Bonjour,

Le 11 févr. 2016 à 20:25, Blumenthal, Uri - 0553 - MITLL 
<u...@ll.mit.edu<mailto:u...@ll.mit.edu>> a écrit :

On Thu, Feb 11, 2016 at 12:47 AM, Stephen Henson via RT 
<r...@openssl.org<mailto:r...@openssl.org>>
wrote:
On Wed Feb 10 21:59:12 2016, bcri...@gmail.com<mailto:bcri...@gmail.com> wrote:
As the error is suggesting it doesn't like the serialNumber in the
certificate.
If you check it with asn1parse it says "BAD INTEGER". Using dumpasn1 you
get:

13 20: INTEGER 00 59 DF E1 E2 94 81 88 77 C5 3E E2 D3 2F 2B A2 BB 5F EB
DA
: Error: Integer '00 59 ...' has non-DER encoding.
                     ^^^^^
Probably correct IN THIS ONE CASE, because Most Significant Bit is zero
even without the leading zero byte.
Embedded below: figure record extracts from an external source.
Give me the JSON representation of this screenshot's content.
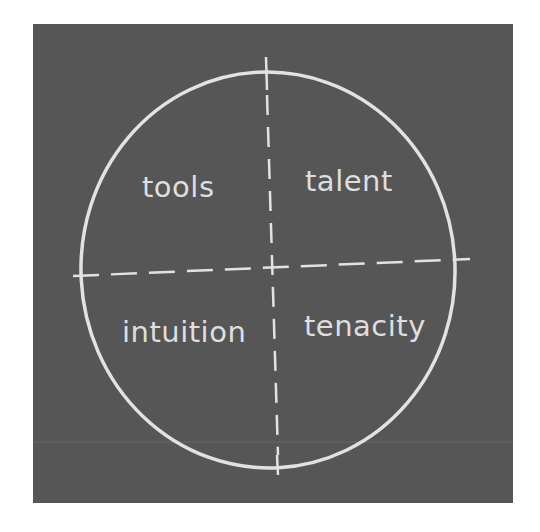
{
  "diagram": {
    "type": "quadrant-circle",
    "colors": {
      "background": "#ffffff",
      "board": "#565656",
      "chalk": "#dedede"
    },
    "quadrants": [
      {
        "position": "top-left",
        "label": "tools"
      },
      {
        "position": "top-right",
        "label": "talent"
      },
      {
        "position": "bottom-left",
        "label": "intuition"
      },
      {
        "position": "bottom-right",
        "label": "tenacity"
      }
    ]
  }
}
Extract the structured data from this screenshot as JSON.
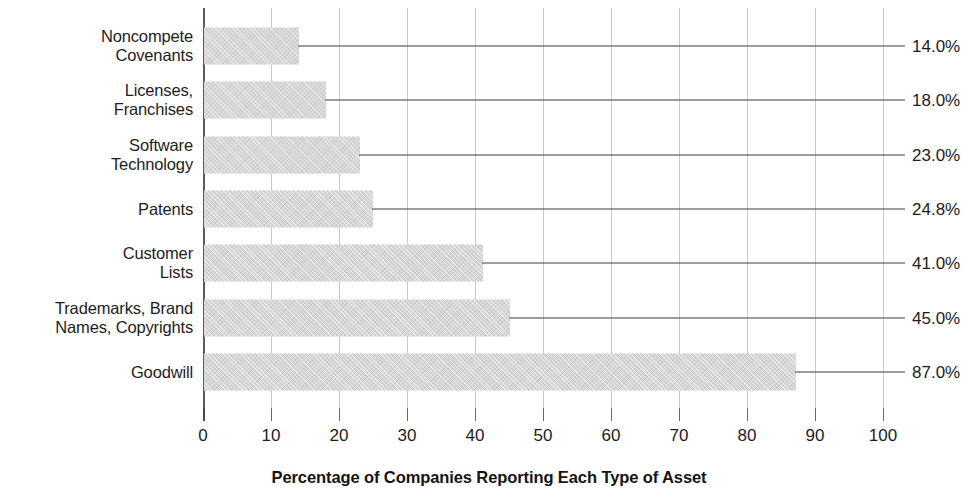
{
  "chart_data": {
    "type": "bar",
    "orientation": "horizontal",
    "title": "",
    "xlabel": "Percentage of Companies Reporting Each Type of Asset",
    "ylabel": "",
    "xlim": [
      0,
      100
    ],
    "xticks": [
      "0",
      "10",
      "20",
      "30",
      "40",
      "50",
      "60",
      "70",
      "80",
      "90",
      "100"
    ],
    "grid": "vertical",
    "legend": "none",
    "categories": [
      "Noncompete\nCovenants",
      "Licenses,\nFranchises",
      "Software\nTechnology",
      "Patents",
      "Customer\nLists",
      "Trademarks, Brand\nNames, Copyrights",
      "Goodwill"
    ],
    "values": [
      14.0,
      18.0,
      23.0,
      24.8,
      41.0,
      45.0,
      87.0
    ],
    "value_labels": [
      "14.0%",
      "18.0%",
      "23.0%",
      "24.8%",
      "41.0%",
      "45.0%",
      "87.0%"
    ],
    "bar_color": "#d6d6d6",
    "gridline_color": "#c9c9c9",
    "axis_color": "#5b5b5b",
    "leader_line_color": "#3a3a3a",
    "text_color": "#1d1d1d"
  }
}
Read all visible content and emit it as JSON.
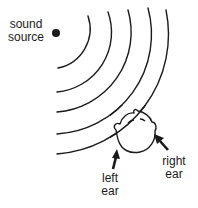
{
  "diagram": {
    "labels": {
      "sound_source": [
        "sound",
        "source"
      ],
      "left_ear": [
        "left",
        "ear"
      ],
      "right_ear": [
        "right",
        "ear"
      ]
    },
    "elements": {
      "source_dot": "filled circle marking the sound source",
      "wavefronts": 5,
      "head": "top-down view of a head",
      "arrows": [
        "left-ear-arrow",
        "right-ear-arrow"
      ]
    },
    "colors": {
      "stroke": "#1a1a1a",
      "background": "#ffffff"
    }
  }
}
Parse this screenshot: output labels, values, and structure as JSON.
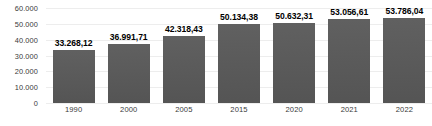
{
  "chart_data": {
    "type": "bar",
    "title": "",
    "subtitle": "",
    "xlabel": "",
    "ylabel": "",
    "categories": [
      "1990",
      "2000",
      "2005",
      "2015",
      "2020",
      "2021",
      "2022"
    ],
    "values": [
      33268.12,
      36991.71,
      42318.43,
      50134.38,
      50632.31,
      53056.61,
      53786.04
    ],
    "value_labels": [
      "33.268,12",
      "36.991,71",
      "42.318,43",
      "50.134,38",
      "50.632,31",
      "53.056,61",
      "53.786,04"
    ],
    "ylim": [
      0,
      60000
    ],
    "ytick_values": [
      60000,
      50000,
      40000,
      30000,
      20000,
      10000,
      0
    ],
    "ytick_labels": [
      "60.000",
      "50.000",
      "40.000",
      "30.000",
      "20.000",
      "10.000",
      "0"
    ],
    "grid": true,
    "legend": false,
    "legend_position": "none",
    "bar_color": "#595959",
    "grid_color": "#ededed",
    "label_color": "#000000",
    "tick_color": "#3a3a3a",
    "background_color": "#ffffff",
    "number_format": "european"
  }
}
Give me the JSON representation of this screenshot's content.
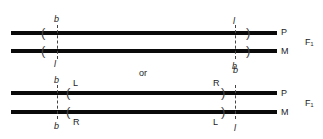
{
  "diagram": {
    "connector": "or",
    "top_config": {
      "generation": "F₁",
      "chromosomes": [
        {
          "label": "P"
        },
        {
          "label": "M"
        }
      ],
      "left_locus": {
        "above": "b",
        "below": "l"
      },
      "right_locus": {
        "above": "l",
        "below": "b"
      }
    },
    "bottom_config": {
      "generation": "F₁",
      "chromosomes": [
        {
          "label": "P"
        },
        {
          "label": "M"
        }
      ],
      "left_locus": {
        "above": "b",
        "below": "b"
      },
      "left_breakpoint": {
        "above": "L",
        "below": "R"
      },
      "right_breakpoint": {
        "above": "R",
        "below": "L"
      },
      "right_locus": {
        "above": "b",
        "below": "l"
      }
    }
  }
}
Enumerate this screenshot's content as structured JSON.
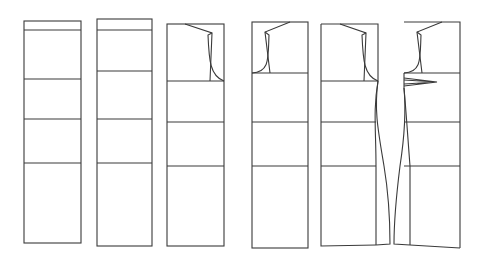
{
  "diagram": {
    "title": "Dress pattern development stages",
    "type": "sewing-pattern-progression",
    "stroke_color": "#3a3a3a",
    "background": "#ffffff",
    "panels": [
      {
        "id": 1,
        "label": "basic block with yoke band",
        "x": 24,
        "w": 57,
        "top": 21,
        "bottom": 243,
        "lines": [
          30,
          79,
          119,
          163
        ]
      },
      {
        "id": 2,
        "label": "block with adjusted bust line",
        "x": 97,
        "w": 55,
        "top": 19,
        "bottom": 246,
        "lines": [
          30,
          71,
          119,
          163
        ]
      },
      {
        "id": 3,
        "label": "back with armhole and shoulder",
        "x": 167,
        "w": 57,
        "top": 24,
        "bottom": 246,
        "lines": [
          81,
          122,
          166
        ]
      },
      {
        "id": 4,
        "label": "front with armhole and shoulder",
        "x": 252,
        "w": 56,
        "top": 22,
        "bottom": 248,
        "lines": [
          73,
          122,
          166
        ]
      },
      {
        "id": 5,
        "label": "back with shaped side seam flare",
        "x": 321,
        "w": 57,
        "top": 24,
        "bottom": 246,
        "lines": [
          81,
          122,
          166
        ]
      },
      {
        "id": 6,
        "label": "front with bust dart and side seam flare",
        "x": 404,
        "w": 56,
        "top": 22,
        "bottom": 248,
        "lines": [
          73,
          122,
          166
        ]
      }
    ]
  }
}
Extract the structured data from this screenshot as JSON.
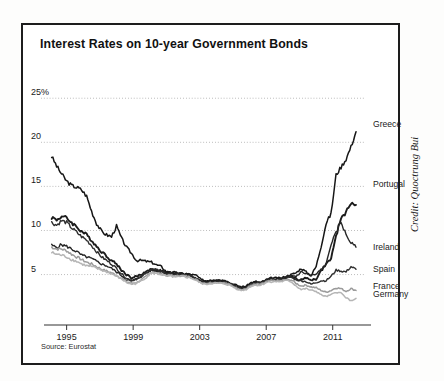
{
  "figure": {
    "title": "Interest Rates on 10-year Government Bonds",
    "source_note": "Source: Eurostat",
    "credit": "Credit: Quoctrung Bui",
    "frame_color": "#1d1d1d",
    "background_color": "#ffffff"
  },
  "chart_data": {
    "type": "line",
    "title": "Interest Rates on 10-year Government Bonds",
    "xlabel": "",
    "ylabel": "",
    "xlim": [
      1994.0,
      2012.7
    ],
    "ylim": [
      2.0,
      26.5
    ],
    "xticks": [
      1995,
      1999,
      2003,
      2007,
      2011
    ],
    "xticklabels": [
      "1995",
      "1999",
      "2003",
      "2007",
      "2011"
    ],
    "yticks": [
      5,
      10,
      15,
      20,
      25
    ],
    "yticklabels": [
      "5",
      "10",
      "15",
      "20",
      "25%"
    ],
    "grid": "horizontal-dotted",
    "legend": "right-of-line-ends",
    "x": [
      1994.1,
      1994.4,
      1994.7,
      1995.0,
      1995.3,
      1995.6,
      1995.9,
      1996.2,
      1996.5,
      1996.8,
      1997.1,
      1997.4,
      1997.7,
      1998.0,
      1998.3,
      1998.6,
      1998.9,
      1999.2,
      1999.5,
      1999.8,
      2000.1,
      2000.4,
      2000.7,
      2001.0,
      2001.3,
      2001.6,
      2001.9,
      2002.2,
      2002.5,
      2002.8,
      2003.1,
      2003.4,
      2003.7,
      2004.0,
      2004.3,
      2004.6,
      2004.9,
      2005.2,
      2005.5,
      2005.8,
      2006.1,
      2006.4,
      2006.7,
      2007.0,
      2007.3,
      2007.6,
      2007.9,
      2008.2,
      2008.5,
      2008.8,
      2009.1,
      2009.4,
      2009.7,
      2010.0,
      2010.3,
      2010.6,
      2010.9,
      2011.2,
      2011.5,
      2011.8,
      2012.1,
      2012.4
    ],
    "series": [
      {
        "name": "Greece",
        "color": "#161616",
        "width": 1.5,
        "label_y_value": 22.0,
        "values": [
          18.4,
          17.3,
          16.4,
          15.6,
          15.1,
          14.9,
          14.6,
          13.9,
          12.2,
          10.8,
          9.9,
          9.5,
          9.3,
          10.5,
          9.1,
          8.1,
          7.4,
          6.6,
          6.6,
          6.5,
          6.4,
          6.1,
          5.9,
          5.3,
          5.3,
          5.2,
          5.1,
          5.1,
          5.0,
          4.9,
          4.4,
          4.3,
          4.4,
          4.4,
          4.4,
          4.2,
          4.0,
          3.8,
          3.6,
          3.7,
          4.1,
          4.2,
          4.1,
          4.4,
          4.6,
          4.6,
          4.6,
          4.8,
          5.0,
          5.2,
          5.7,
          5.3,
          4.9,
          5.9,
          8.2,
          10.8,
          11.9,
          16.3,
          17.2,
          18.1,
          19.5,
          21.2
        ]
      },
      {
        "name": "Portugal",
        "color": "#1c1c1c",
        "width": 1.9,
        "label_y_value": 15.2,
        "values": [
          11.5,
          11.2,
          11.6,
          11.4,
          10.9,
          10.4,
          9.9,
          9.5,
          8.9,
          8.2,
          7.6,
          7.1,
          6.6,
          6.2,
          5.5,
          5.0,
          4.6,
          4.8,
          5.0,
          5.4,
          5.6,
          5.5,
          5.4,
          5.2,
          5.2,
          5.1,
          5.1,
          5.0,
          4.9,
          4.5,
          4.2,
          4.2,
          4.3,
          4.3,
          4.3,
          4.2,
          3.9,
          3.7,
          3.5,
          3.6,
          4.0,
          4.1,
          4.1,
          4.4,
          4.5,
          4.5,
          4.5,
          4.6,
          4.8,
          4.5,
          4.4,
          4.6,
          4.4,
          4.5,
          5.4,
          6.2,
          6.8,
          9.3,
          11.5,
          12.0,
          13.2,
          12.9
        ]
      },
      {
        "name": "Ireland",
        "color": "#262626",
        "width": 1.4,
        "label_y_value": 8.0,
        "values": [
          8.3,
          8.1,
          8.4,
          8.2,
          7.9,
          7.6,
          7.2,
          7.0,
          6.8,
          6.5,
          6.2,
          6.0,
          5.7,
          5.3,
          4.9,
          4.4,
          4.3,
          4.5,
          4.8,
          5.2,
          5.5,
          5.4,
          5.3,
          5.1,
          5.1,
          5.0,
          5.0,
          4.9,
          4.8,
          4.5,
          4.2,
          4.1,
          4.2,
          4.2,
          4.2,
          4.1,
          3.9,
          3.6,
          3.4,
          3.5,
          3.9,
          4.0,
          4.0,
          4.3,
          4.4,
          4.4,
          4.5,
          4.7,
          4.9,
          4.8,
          5.3,
          5.1,
          4.9,
          5.0,
          5.6,
          6.1,
          8.5,
          9.7,
          11.0,
          9.5,
          8.6,
          8.1
        ]
      },
      {
        "name": "Spain",
        "color": "#2e2e2e",
        "width": 1.4,
        "label_y_value": 5.5,
        "values": [
          10.9,
          10.6,
          11.1,
          10.9,
          10.3,
          9.8,
          9.3,
          8.9,
          8.3,
          7.6,
          7.0,
          6.6,
          6.2,
          5.7,
          5.1,
          4.6,
          4.3,
          4.5,
          4.8,
          5.2,
          5.6,
          5.5,
          5.4,
          5.1,
          5.1,
          5.0,
          5.0,
          4.9,
          4.8,
          4.5,
          4.2,
          4.1,
          4.2,
          4.2,
          4.2,
          4.1,
          3.9,
          3.6,
          3.4,
          3.5,
          3.9,
          4.0,
          4.0,
          4.3,
          4.4,
          4.4,
          4.4,
          4.6,
          4.7,
          4.4,
          4.3,
          4.2,
          3.9,
          4.1,
          4.3,
          4.3,
          4.8,
          5.5,
          5.4,
          5.3,
          5.9,
          5.6
        ]
      },
      {
        "name": "France",
        "color": "#9b9b9b",
        "width": 1.5,
        "label_y_value": 3.6,
        "values": [
          8.1,
          7.9,
          7.9,
          7.7,
          7.3,
          7.0,
          6.7,
          6.4,
          6.2,
          5.9,
          5.6,
          5.4,
          5.2,
          4.9,
          4.6,
          4.2,
          4.0,
          4.1,
          4.4,
          4.8,
          5.3,
          5.2,
          5.1,
          4.9,
          4.9,
          4.8,
          4.9,
          4.8,
          4.7,
          4.4,
          4.1,
          4.0,
          4.1,
          4.1,
          4.1,
          4.0,
          3.8,
          3.5,
          3.3,
          3.4,
          3.8,
          3.9,
          3.9,
          4.2,
          4.3,
          4.3,
          4.3,
          4.4,
          4.4,
          4.0,
          3.7,
          3.8,
          3.6,
          3.5,
          3.2,
          3.0,
          3.2,
          3.5,
          3.4,
          3.1,
          3.4,
          3.2
        ]
      },
      {
        "name": "Germany",
        "color": "#b5b5b5",
        "width": 1.5,
        "label_y_value": 2.7,
        "values": [
          7.5,
          7.3,
          7.2,
          7.0,
          6.7,
          6.5,
          6.2,
          6.0,
          5.9,
          5.7,
          5.5,
          5.3,
          5.1,
          4.8,
          4.5,
          4.1,
          3.9,
          4.0,
          4.3,
          4.7,
          5.2,
          5.1,
          5.0,
          4.8,
          4.8,
          4.7,
          4.8,
          4.7,
          4.6,
          4.3,
          4.0,
          3.9,
          4.0,
          4.0,
          4.0,
          3.9,
          3.7,
          3.4,
          3.2,
          3.3,
          3.7,
          3.8,
          3.8,
          4.1,
          4.2,
          4.2,
          4.2,
          4.3,
          4.2,
          3.7,
          3.3,
          3.4,
          3.2,
          3.1,
          2.7,
          2.5,
          2.7,
          3.0,
          2.9,
          2.4,
          2.0,
          2.3
        ]
      }
    ]
  }
}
See below.

The problem is that is an invalid encoding. An ASN.1 INTEGER cannot
contain
leading zeroes.

I’m pretty sure this is not correct. It’s been a while since I touched
ASN.1, but I had quite a bit of experience with it back when. SO first of
all, could you please cite your (authoritative) sources stating that an
ASN.1 DER_encoded INTEGER cannot have leading zero. Here’s what others
<http://stackoverflow.com/questions/5974633/asn-1-der-formatted-private-key
had to say about this:

X.690 edition 2015/08 is freely downloadable from the ITU-T website.
Section 8.3 describes how an INTEGER is to be encoded in BER.
8.3.2 says:

If the contents octets of an integer value encoding consist of more than one 
octet, then the bits of the first octet and bit 8 of the second octet:

a) shall not all be ones; and

b) shall not all be zero.

NOTE – These rules ensure that an integer value is always encoded in the 
smallest possible number of octets.

In this specific example (00 59 …), the bits of the first octets and bit 8 of 
the second octet are all zero. This is invalid.

There is no additional rule for DER on INTEGERs.